1.1 is OLLLLLD in USB years, (about 1/100th the speed of USB 2.0),
but it still has more bandwidth available than a stack of floppies.
(Consider this: USB 1.1 is capable of transmitting 1 MB in about
1/4 of a second.  A floppy takes around 90 - 120 seconds to
send or receive 1 MB of traffic).

> <http://stores.channeladvisor.com/LenovoOutlet/Items/ca05k9276?sck=8972224&caSKU=ca05k9276&caTitle=ThinkPlus%20USB%20Portable%20Diskette%20Drive>. 
> 	I was wondering about a usb/serial adapter, you might know the answer?
> If I plug the floppy into the powered usb hub, then use a usb to serial
> adapter to get to a computer w/o a usb port, would that work? Just idly
> curious.

It should.
But realize that USB assumes a Computer (master)/peripheral (slave)

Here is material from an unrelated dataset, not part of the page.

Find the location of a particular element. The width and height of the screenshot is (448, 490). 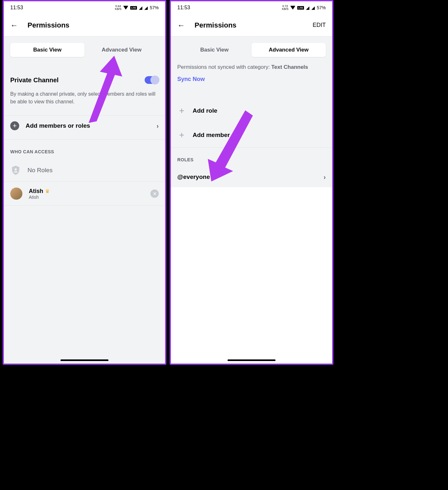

model.  Firewire (IEEE 1394) is peer-to-peer.   However,
IEEE 1394 ports are also a security hazard, because they
the interface definition allows DMA (direct memory access)
to be initiated by an external device, without coordination
form the host where the memory is located -- thus, data
can both be copied, and or forced into a host's memory
to/from a peripheral without any permission from the host.